Specifically, those regions encompassed a blend of inflationary monetary policy coupled with economic destitution and geopolitical oppression. In both cases, Bitcoin serves as a release valve for circumventing capital controls, salvaging value, or simply for buying basic goods and services. 

For instance, in Venezuela, the depreciation of the Bolivar has spiraled out of control to historic levels. As a result, and in an effort to reduce capital flight, the Venezuelan government has instituted strict capital controls, limiting the amount of foreign currencies, assets, and goods that citizens can purchase. Due to Bitcoin’s decentralized nature, control of Bitcoin is outside the purview of any sovereign government, and thus, an excellent medium for bypassing capital controls. 

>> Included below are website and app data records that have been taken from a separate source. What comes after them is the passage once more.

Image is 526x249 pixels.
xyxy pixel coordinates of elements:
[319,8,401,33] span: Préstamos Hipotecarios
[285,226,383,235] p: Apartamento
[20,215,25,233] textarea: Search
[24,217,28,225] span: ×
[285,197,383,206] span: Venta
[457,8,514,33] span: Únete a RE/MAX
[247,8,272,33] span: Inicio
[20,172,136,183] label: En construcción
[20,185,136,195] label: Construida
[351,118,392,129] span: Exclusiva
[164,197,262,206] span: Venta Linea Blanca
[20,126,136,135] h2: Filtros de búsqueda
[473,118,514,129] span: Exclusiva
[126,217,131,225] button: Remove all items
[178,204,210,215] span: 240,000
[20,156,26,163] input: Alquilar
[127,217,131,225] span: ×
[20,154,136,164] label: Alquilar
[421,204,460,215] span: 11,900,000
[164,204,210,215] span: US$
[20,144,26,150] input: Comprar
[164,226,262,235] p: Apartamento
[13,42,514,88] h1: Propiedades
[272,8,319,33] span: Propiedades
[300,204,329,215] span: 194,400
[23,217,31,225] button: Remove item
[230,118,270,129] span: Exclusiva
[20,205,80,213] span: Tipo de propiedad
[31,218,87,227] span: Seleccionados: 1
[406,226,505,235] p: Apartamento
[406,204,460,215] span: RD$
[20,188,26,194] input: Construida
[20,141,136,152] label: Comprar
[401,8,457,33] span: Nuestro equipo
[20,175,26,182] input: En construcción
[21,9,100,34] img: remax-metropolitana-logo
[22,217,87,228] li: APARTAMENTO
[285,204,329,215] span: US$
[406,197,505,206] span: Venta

Ahlborg’s research details how more than $250 million in Venezuelan Bolivars has been traded on LocalBitcoins this year alone, surpassing last year’s total. Venezuela comprises the bulk of LocalBitcoins activity in South America, which is unsurprising considering that the Bolivar is effectively worthless, and why one Bitcoiner in the country detailed to the NYT how Bitcoin saved his family

Connecting the dots of LocalBitcoins activity to geopolitical suppression is relatively straightforward when looking at other regions too. For example, the Russian Ruble (in USD equivalent) leads all BTC volumes on the platform, and BTC trading on LocalBitcoins reached all-time highs in Hong Kong at the height of protests against Chinese encroachment. 

But Bitcoin’s utility should eventually expand to other regions of the world, especially as quantitative easing (QE) ramps up. 

An Uncertain QE Backdrop 

Amid further economic and market uncertainty, particularly in the repo market, the New York Fed has extended its market intervention into November. The news coincides with the widespread belief that the Federal Reserve will lower interest rates before the year is out, sparking another period of QE in the global economy. 

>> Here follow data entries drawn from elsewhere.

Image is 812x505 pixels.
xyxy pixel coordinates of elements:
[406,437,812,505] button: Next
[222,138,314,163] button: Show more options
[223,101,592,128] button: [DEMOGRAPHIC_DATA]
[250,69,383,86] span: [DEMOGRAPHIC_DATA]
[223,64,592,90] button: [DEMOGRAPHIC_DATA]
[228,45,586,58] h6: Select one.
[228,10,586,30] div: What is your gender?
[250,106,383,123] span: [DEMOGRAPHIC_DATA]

Coupled with the unusual warming of financial pundits and economists to the concept of negative interest rates, not just in bonds, and the invisible tax on the public via inflation is not so invisible anymore. 

From a broader perspective, Bitcoin’s verifiable scarcity and supply cap is its value proposition, even if its function as a medium for circumventing capital controls and alternative use cases is practical. Designed as a store-of-value, akin to digital gold, the long-term utility of Bitcoin is impossible to predict in this context, but, is slowly revealing itself as a viable safe-haven asset. 

Should QE accelerate, and national fiat currencies that are more prone to inflation than the USD begin to depreciate rapidly, Bitcoin may manifest itself as the store of value that Satoshi envisioned when he printed a prescient message, in the form of a newspaper headline, in the Genesis Block

“The Times 03/Jan/2009 Chancellor on brink of second bailout for banks.”

Despite the countless accusations of being a scam, bubble, or failed asset, Bitcoin has continued to subsist. It may not have witnessed its ultimate utility yet as a safe haven asset, but recent geopolitical and monetary events display evidence antithetical to the notion that Bitcoin has no intrinsic value.